Let’s return to Adam and Eve. They were no longer naked before God, but clothed by virtue of the sacrifice that God Himself had slaughtered, whose blood He shed for man’s sake. And the same is true of us. This tremendous truth is described in Romans 3:25 as follows: “Whom God hath set forth to be a propitiation through faith in his blood, to declare his righteousness for the remission of sins that are past, through the forbearance of God.” God initiates the greatest deed of all for us when we believe in the blood of Jesus: He forgives, He blots out sin … He accepts the atoning blood of His Son!

Here in Romans 3, Paul makes reference to the prophetic event that has been repeated in Israel for thousands of years on Yom Kippur. The true centerpiece of this great Day of Atonement, a day when the people were forbidden to work under penalty of death, was what happened in the Holy of Holies. Only one person was performing a task: the High Priest, the people’s highest representative before God. He slaughtered bulls, calves, and lambs. But Leviticus 16:14 describes the central point of this great day: “And he shall take of the blood of the bullock, and sprinkle it with his finger upon the mercy seat eastward; and before the mercy seat shall he sprinkle of the blood with his finger seven times.” As mentioned before, this took place in the Holy of Holies, while the people waited outside. It was where the Ark of the Covenant was, as well as God’s holy presence: the Shekinah, the cloud of glory. The High Priest came in reverence only once a year with a bowl of blood, freshly collected from his slain victim, to sprinkle it seven times upon the mercy seat. In Hebrews 9:6-7 it says: “Now when these things were thus ordained, the priests went always into the first tabernacle, accomplishing the service of God. But into the second [the Holy of Holies] went the high priest alone once every year, not without blood, which he offered for himself, and for the errors of the people.”

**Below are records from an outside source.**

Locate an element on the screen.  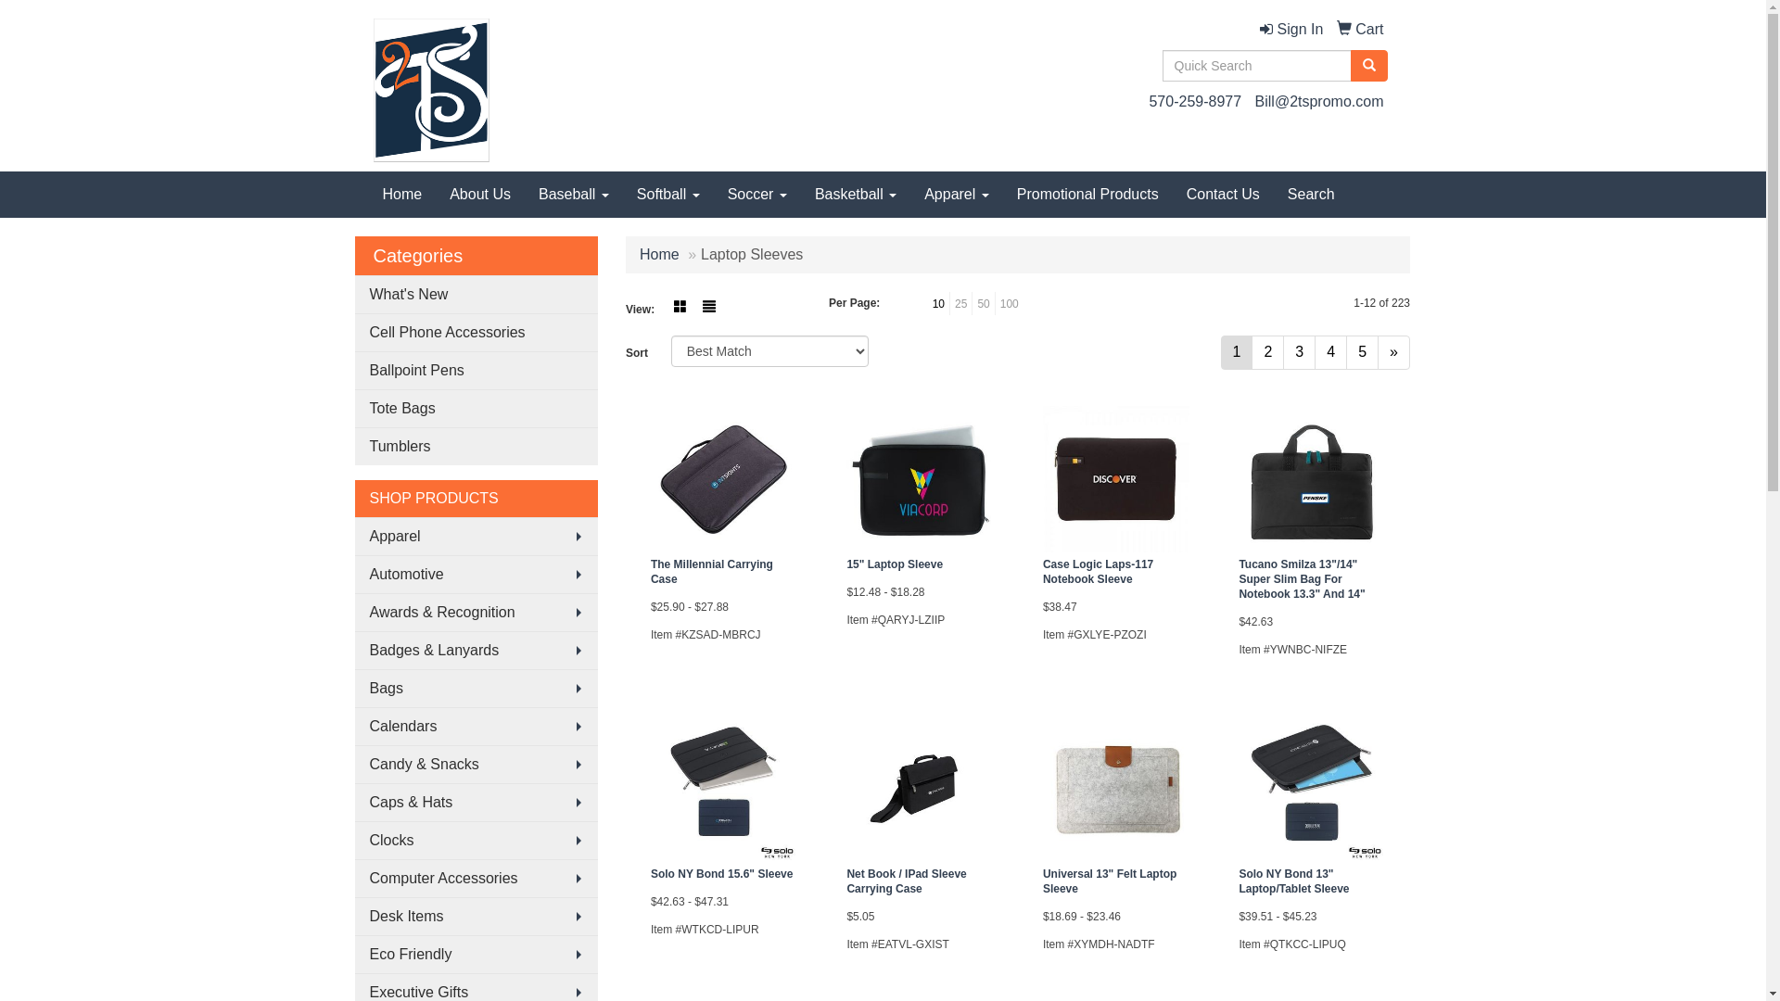
570-259-8977 is located at coordinates (1195, 102).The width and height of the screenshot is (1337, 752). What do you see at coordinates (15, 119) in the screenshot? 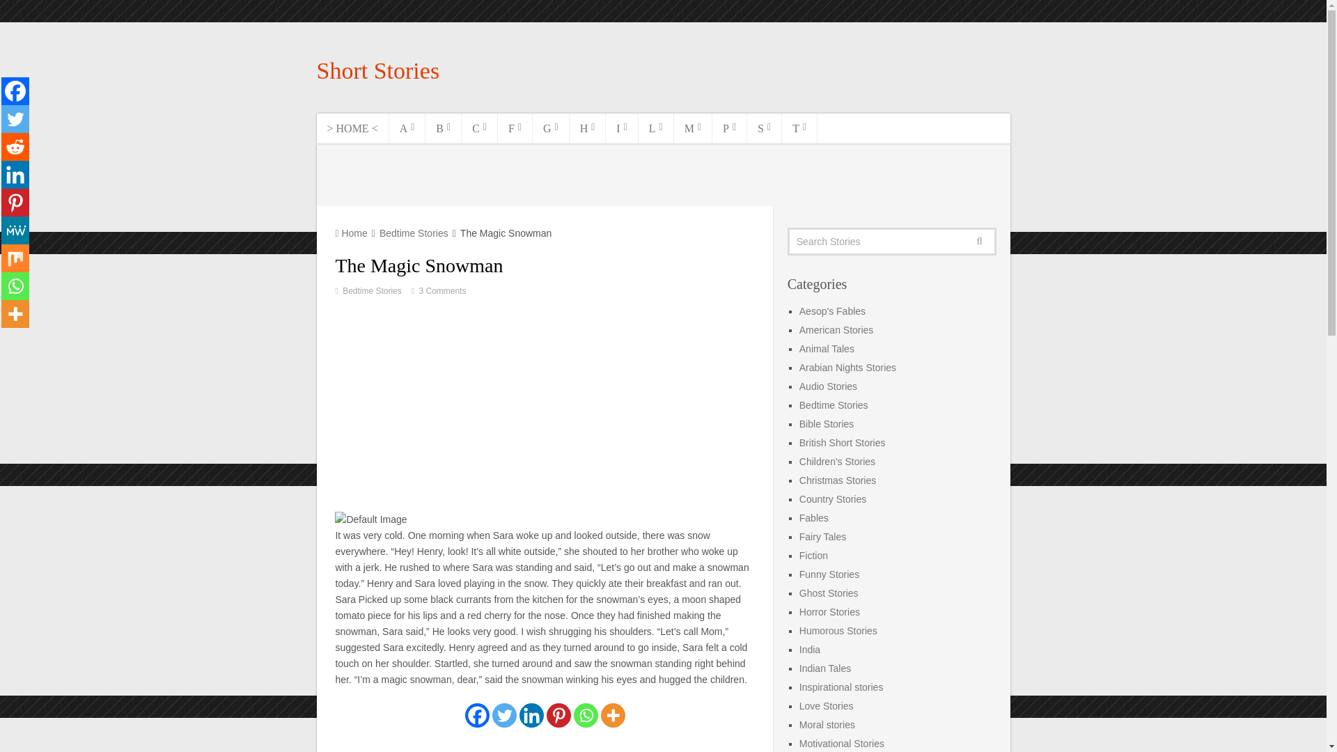
I see `Twitter` at bounding box center [15, 119].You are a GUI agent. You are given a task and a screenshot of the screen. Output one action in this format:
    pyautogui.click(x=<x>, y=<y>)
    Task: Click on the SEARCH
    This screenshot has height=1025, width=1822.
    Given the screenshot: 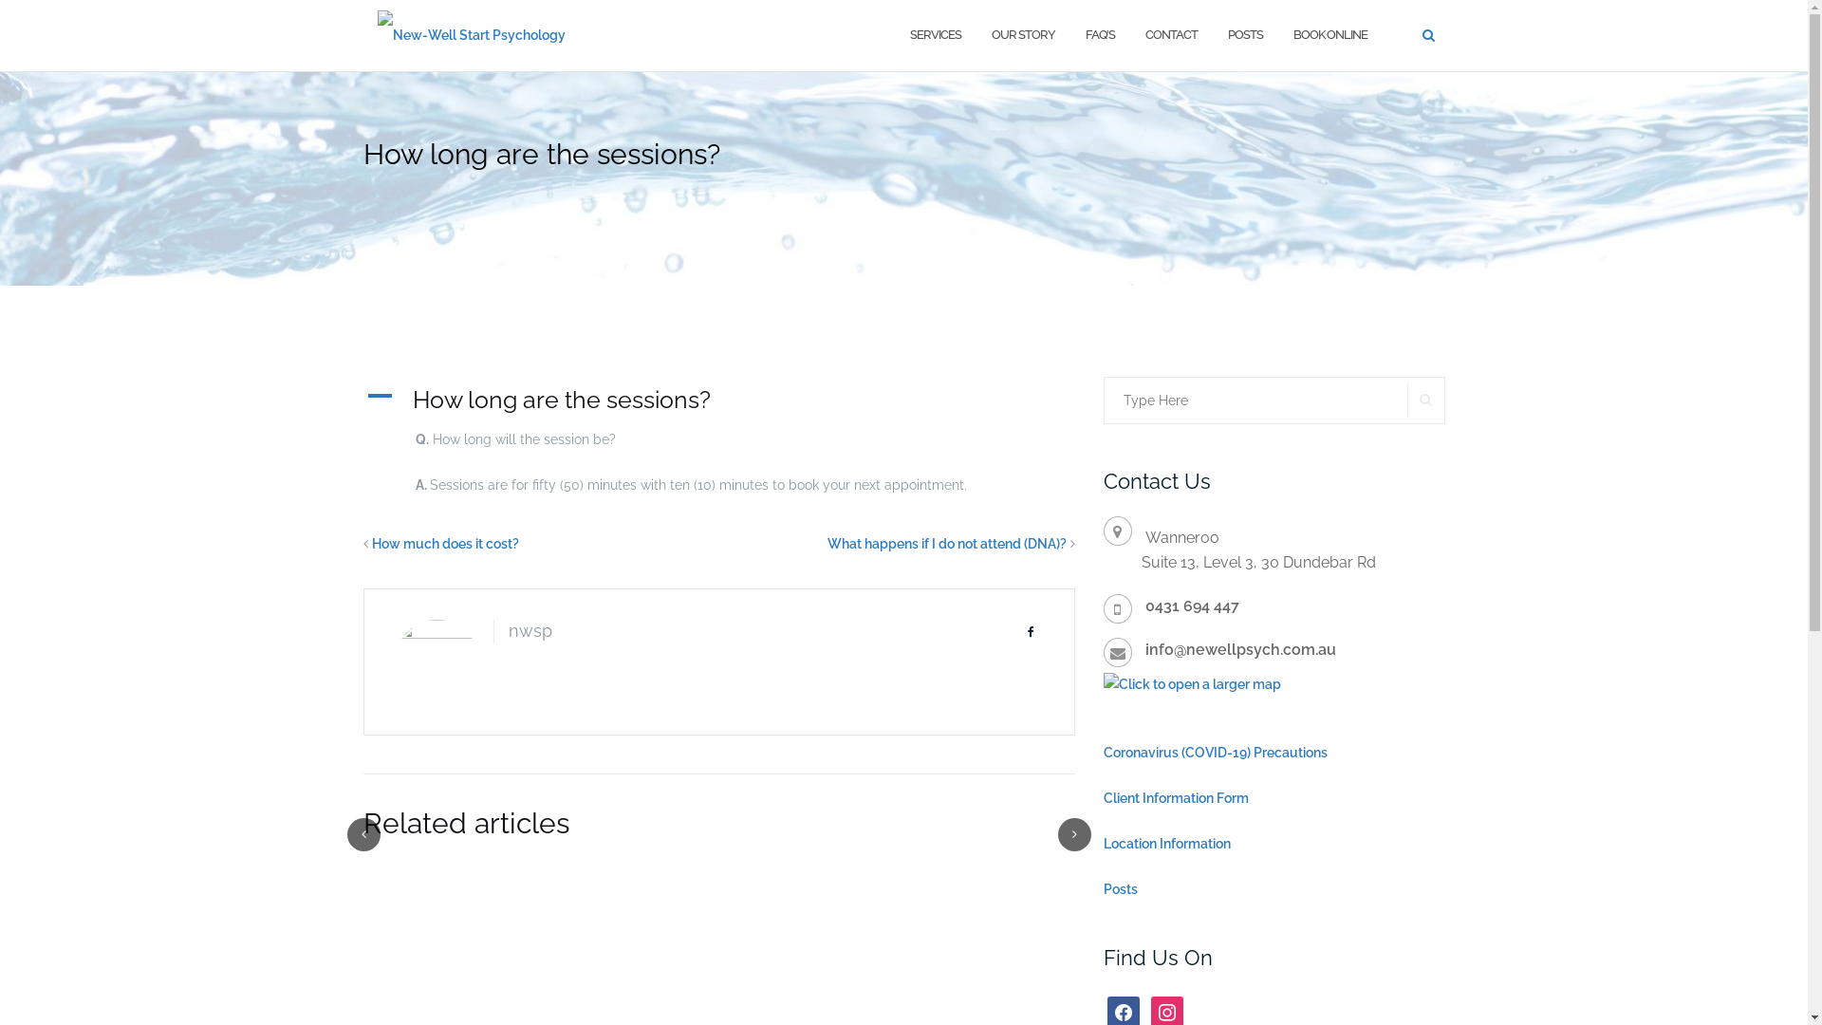 What is the action you would take?
    pyautogui.click(x=1425, y=400)
    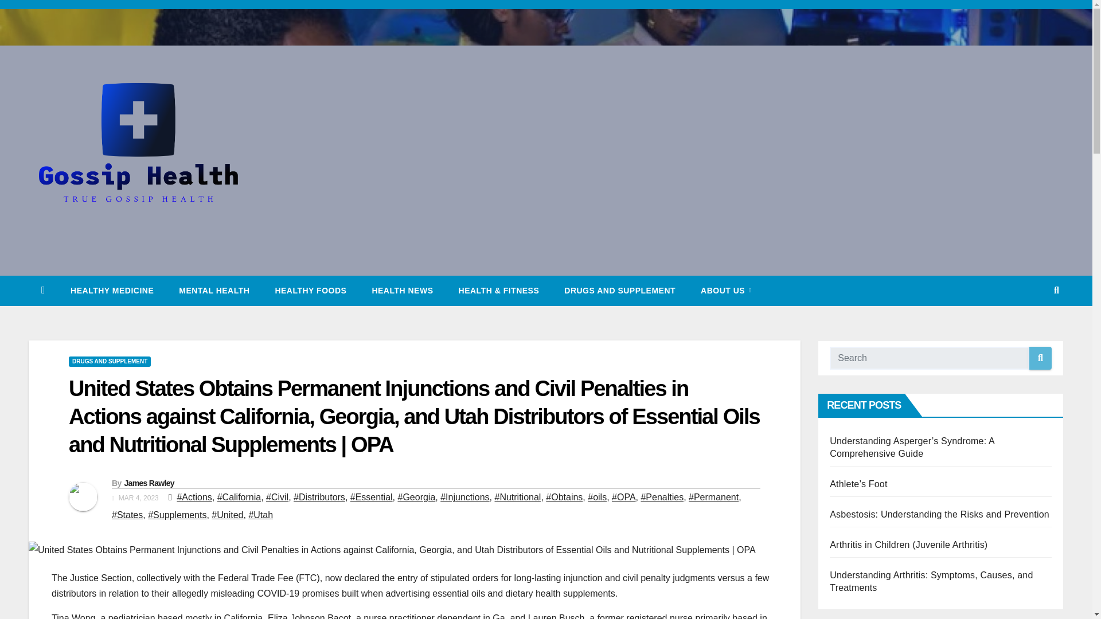  Describe the element at coordinates (213, 290) in the screenshot. I see `MENTAL HEALTH` at that location.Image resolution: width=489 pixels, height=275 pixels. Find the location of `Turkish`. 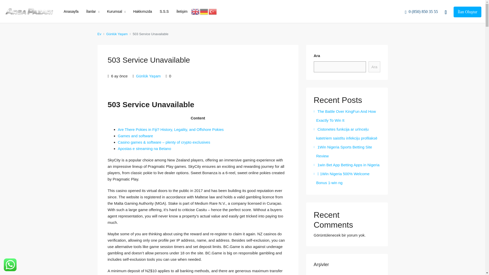

Turkish is located at coordinates (213, 11). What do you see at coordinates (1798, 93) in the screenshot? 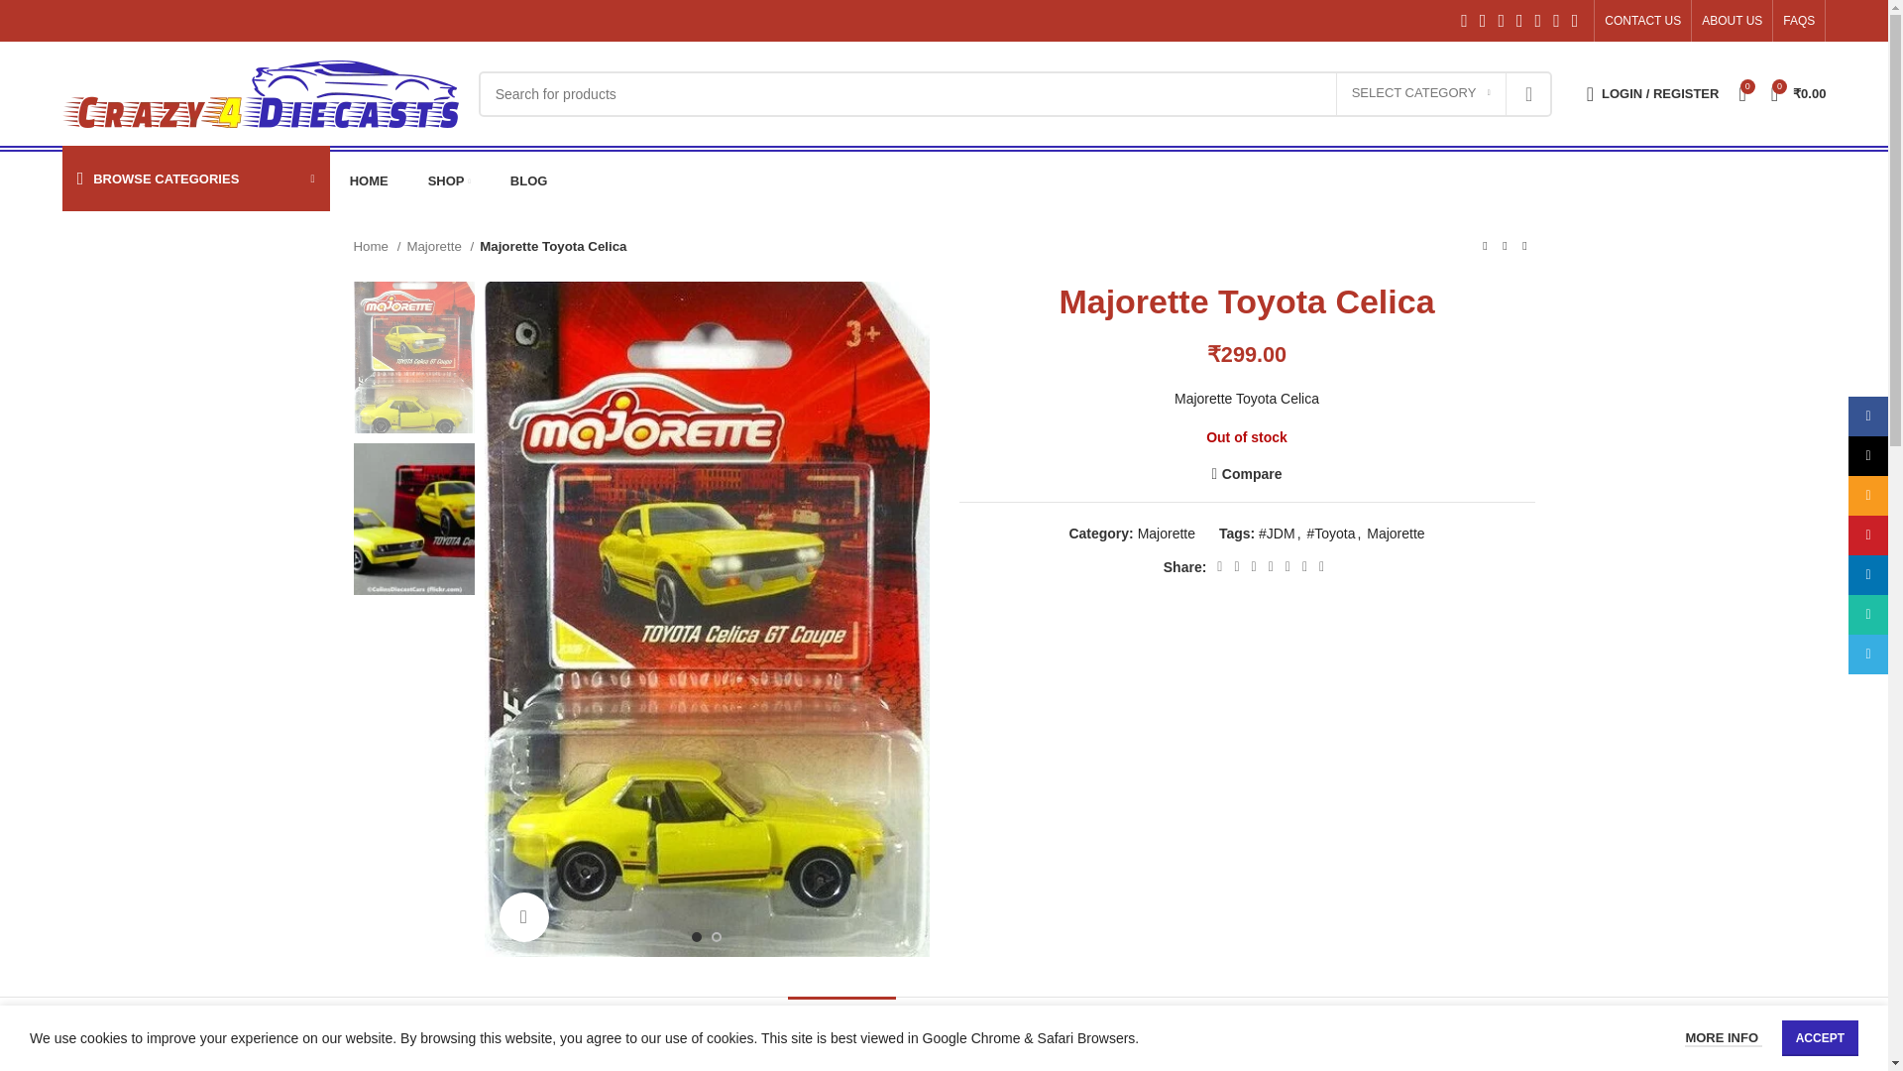
I see `Shopping cart` at bounding box center [1798, 93].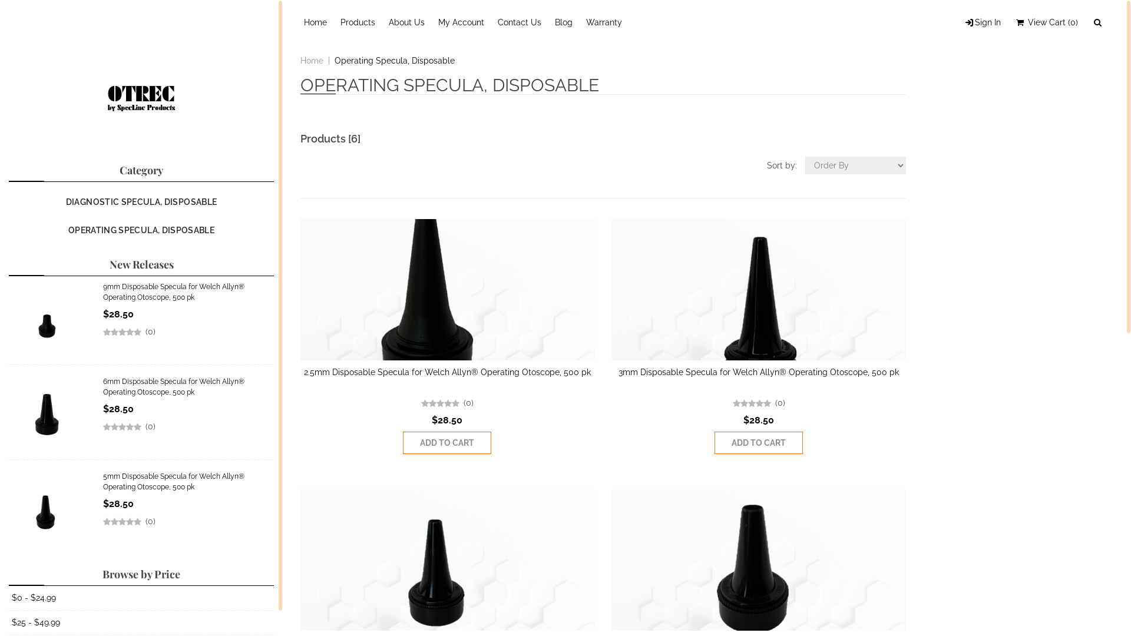 This screenshot has height=636, width=1131. Describe the element at coordinates (564, 22) in the screenshot. I see `Blog` at that location.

Meanwhile, hundreds of thousands of the children of Israel were standing outside the tabernacle, anxiously awaiting the High Priest’s return from the Holy of Holies, where he had gone with the blood of atonement for the sins of the people. They were waiting anxiously to see whether the Lord God would accept the blood of atonement for their sins. And this again reminds us of the passage from our introduction: “And almost all things are by the law purged with blood; and without shedding of blood is no remission.”

The waiting assembly remained in great silence. They listened to find out whether the High Priest was already on his way, because they would be able to hear him. Scripture says of the High Priest’s robe: “And beneath upon the hem of it thou shalt make pomegranates of blue, and of purple, and of scarlet, round about the hem thereof; and bells of gold between them round about: A golden bell and a pomegranate, a golden bell and a pomegranate, upon the hem of the robe round about. And it shall be upon Aaron to minister: and his sound shall be heard when he goeth in unto the holy place before the LORD, and when he cometh out, that he die not” (Ex 28:33-35).

The Israel awaiting the High Priest on Yom Kippur, is an illustration of today’s Israel, which has been gathering around Jerusalem since 1948; and by extension, around the still invisible temple that is yet in heaven. Consciously or unconsciously, Israel is awaiting the return of the heavenly High Priest, its Messiah.

In a larger prophetic dimension, the event in the Holy of Holies means: Yom Kippur is fulfilled by the heavenly High Priest—Jesus Christ—on the Cross of Calvary because: “But Christ being come an high priest of good things to come, by a greater and more perfect tabernacle, not made with hands, that is to say, not of this building; Neither by the blood of goats and calves, but by his own blood he entered in once into the holy place, having obtained eternal redemption for us” (Heb 9:11-12). Our own eyes show us the fundamental, prophetic power of the blood, and the Lamb of God’s overwhelming fulfillment on the Cross for all of us—and soon for all of Israel.